5. You can't update it yourself

If adding a new blog post, changing a phone number, or updating your opening hours requires a developer, your website is holding your business back. A properly built WordPress website gives you an intuitive admin panel where your team can handle routine content updates without technical knowledge.

Worse still: if the original developer is unreachable and nobody knows how to make changes, you're effectively locked out of your own website. A redesign on a modern CMS solves this permanently.

6. It's not generating enquiries or sales

A website isn't a digital brochure—it's a sales tool. If your site gets traffic but doesn't generate phone calls, form submissions, or orders, the design isn't doing its job.

Common issues: no clear calls to action, contact details buried on an inner page, no visible phone number on mobile, forms that are too long or broken, and no trust signals (reviews, testimonials, case studies, accreditations). A redesign with conversion in mind addresses all of these.

7. You've outgrown it

Businesses evolve. Maybe you've added new services, expanded to new locations, launched an e-commerce arm, or rebranded. If your website doesn't reflect your current business, it's confusing visitors and undermining your credibility.

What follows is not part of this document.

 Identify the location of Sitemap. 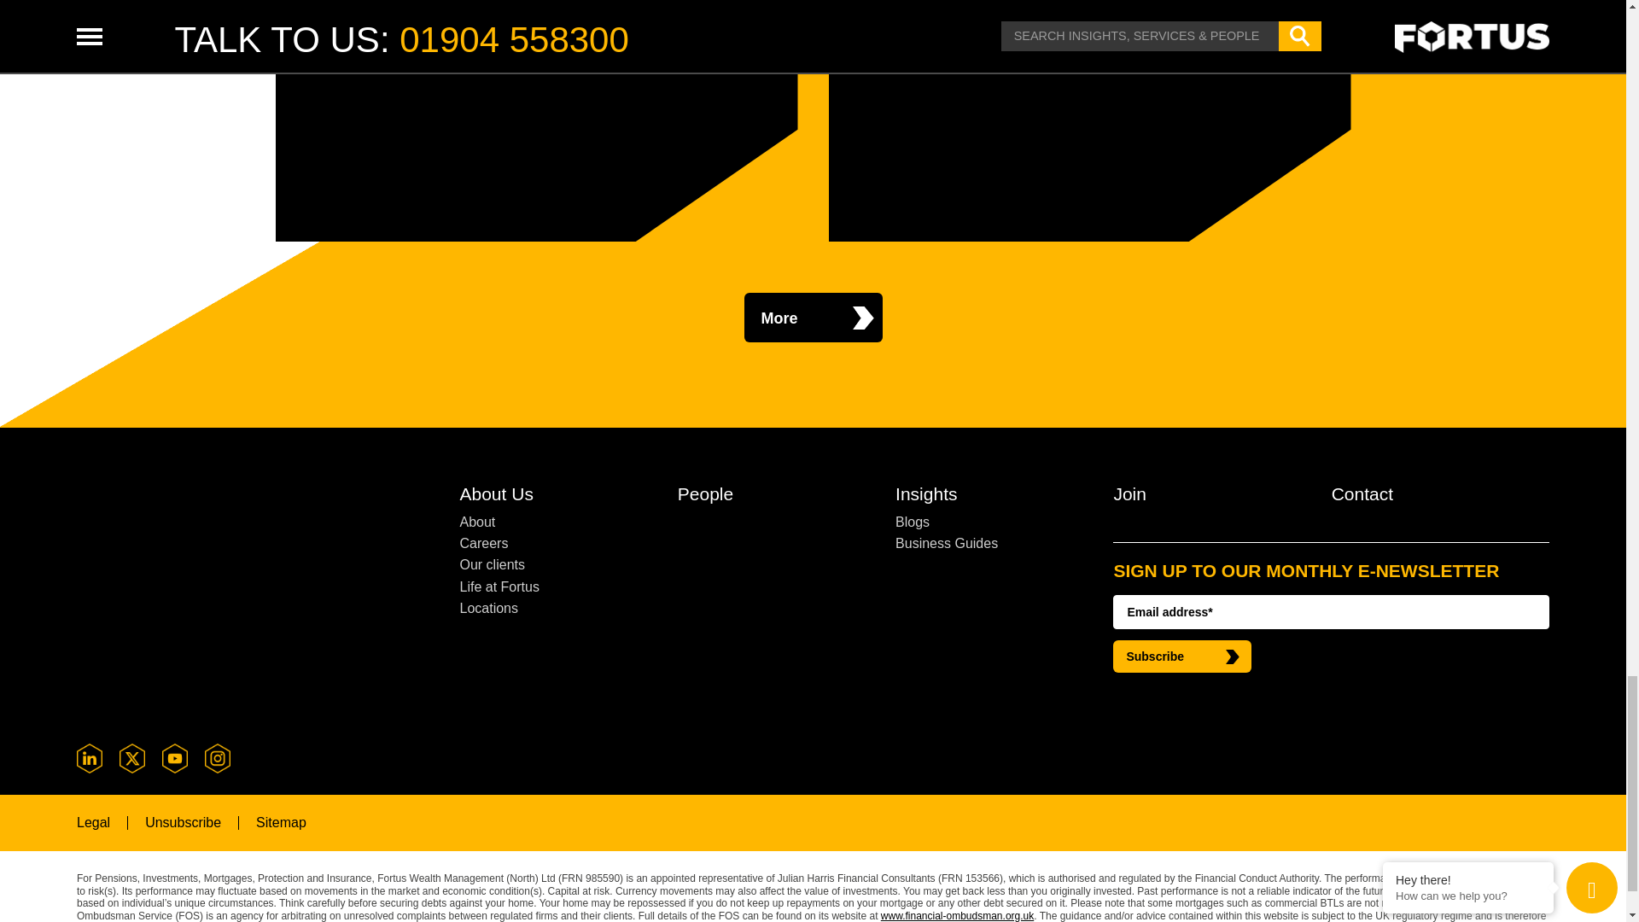
(281, 822).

Common signs: your homepage mentions services you no longer offer, there's no mention of your newest and most profitable services, your team photos show people who left years ago, or your portfolio is full of work that no longer represents your capabilities.

8. It's not secure

Check your browser's address bar. If your website shows "Not Secure" instead of a padlock icon, you're running without HTTPS. Google Chrome actively warns visitors away from non-secure sites, and Google's ranking algorithm penalises them.

Beyond HTTPS: if your WordPress site hasn't been updated in months or years, it's almost certainly vulnerable to known security exploits. Outdated plugins and themes are the number one entry point for website hackers. A redesign on current software with a care plan for ongoing maintenance keeps you secure.

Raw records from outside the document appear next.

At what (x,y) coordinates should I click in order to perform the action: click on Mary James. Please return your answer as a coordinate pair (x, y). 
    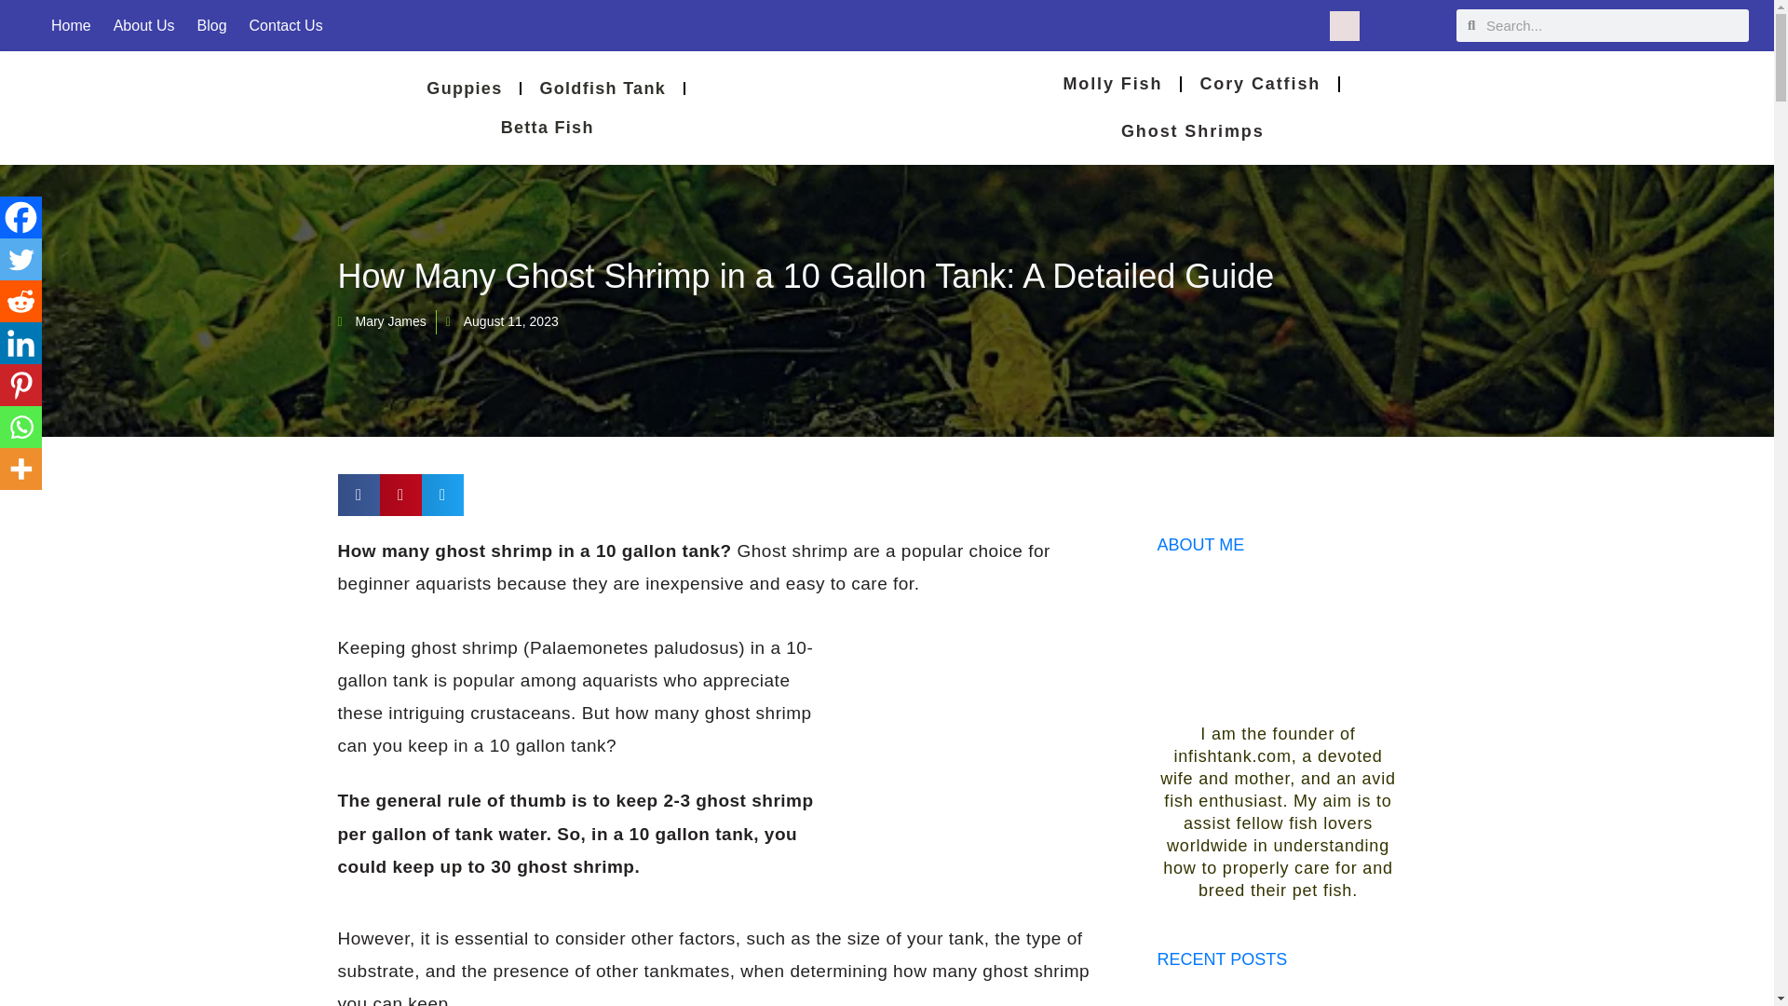
    Looking at the image, I should click on (381, 321).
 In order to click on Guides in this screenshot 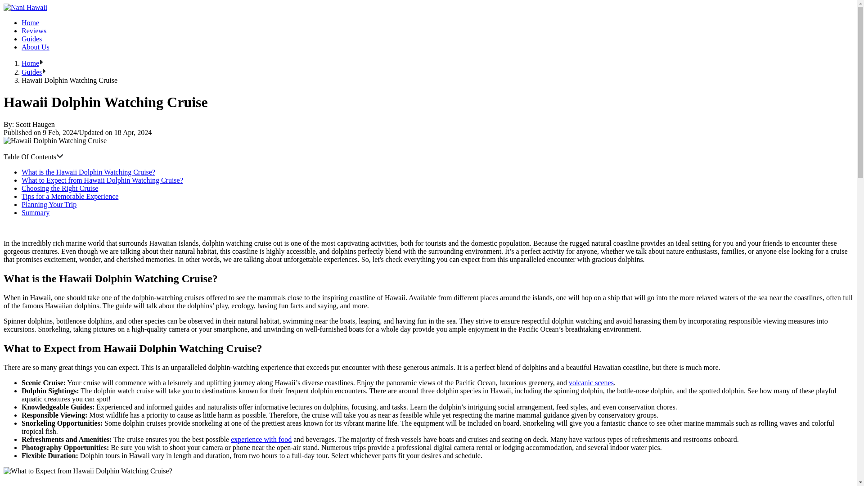, I will do `click(32, 72)`.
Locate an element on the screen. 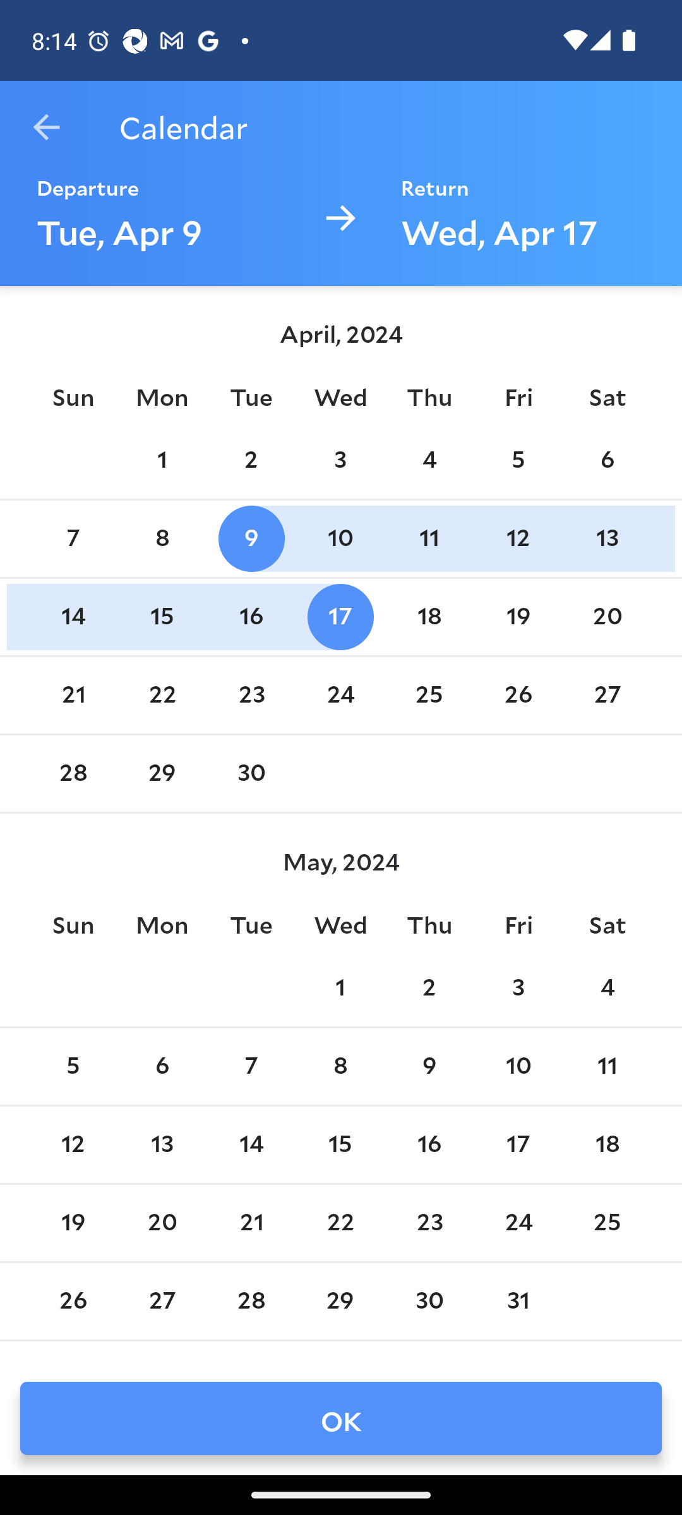 The image size is (682, 1515). 19 is located at coordinates (73, 1222).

9. Your competitors' websites are better

Search for your main services on Google. Look at the top 5 results. How does your website compare to theirs? If their sites look more professional, load faster, have better content, and feature prominently in search results while yours doesn't appear at all—that gap is costing you real money.

Your website doesn't need to be the most expensive in your industry. It needs to be competitive. A clean, fast, well-structured site with good content and strong SEO can outperform a flashy site with poor fundamentals.

10. Google can't find you

Search for your business name on Google. Then search for your main service plus your location (e.g. "plumber Armagh" or "accountant Belfast"). If you're not on page 1 for your own name, there's definitely a technical problem. If you're not appearing for your services, you're likely missing out on your most valuable potential customers.

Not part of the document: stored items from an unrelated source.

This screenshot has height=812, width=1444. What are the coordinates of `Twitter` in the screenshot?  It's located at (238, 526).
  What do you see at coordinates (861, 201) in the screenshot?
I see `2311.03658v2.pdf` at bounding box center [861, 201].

A website redesign with proper SEO foundations—unique page titles, keyword-optimised content, schema markup, fast loading, mobile-first design, and clean code—gives you the best possible platform for ranking well in Google.

What a redesign actually involves

A website redesign doesn't mean starting from scratch. It means taking what works, improving what doesn't, and building on a modern foundation. The typical process includes:

Discovery. Understanding your business goals, target audience, and what's not working about the current site.

Design. Creating a modern, mobile-first design that reflects your brand and guides visitors toward conversion.

Content. Reviewing and improving your copy, ensuring it's keyword-optimised and speaks to your customers' needs.

Development. Building the new site on a clean, fast, secure codebase with proper SEO structure.

Migration. Carefully redirecting old URLs to new ones so you don't lose any Google rankings or existing links.

Launch and monitoring. Going live, monitoring performance, and making adjustments based on real data.

Most redesign projects take 6-10 weeks and start from around £2,000-£4,000 for a standard business website. If you're recognising your business in several of the signs above, it's worth having a conversation about what a redesign could do for you.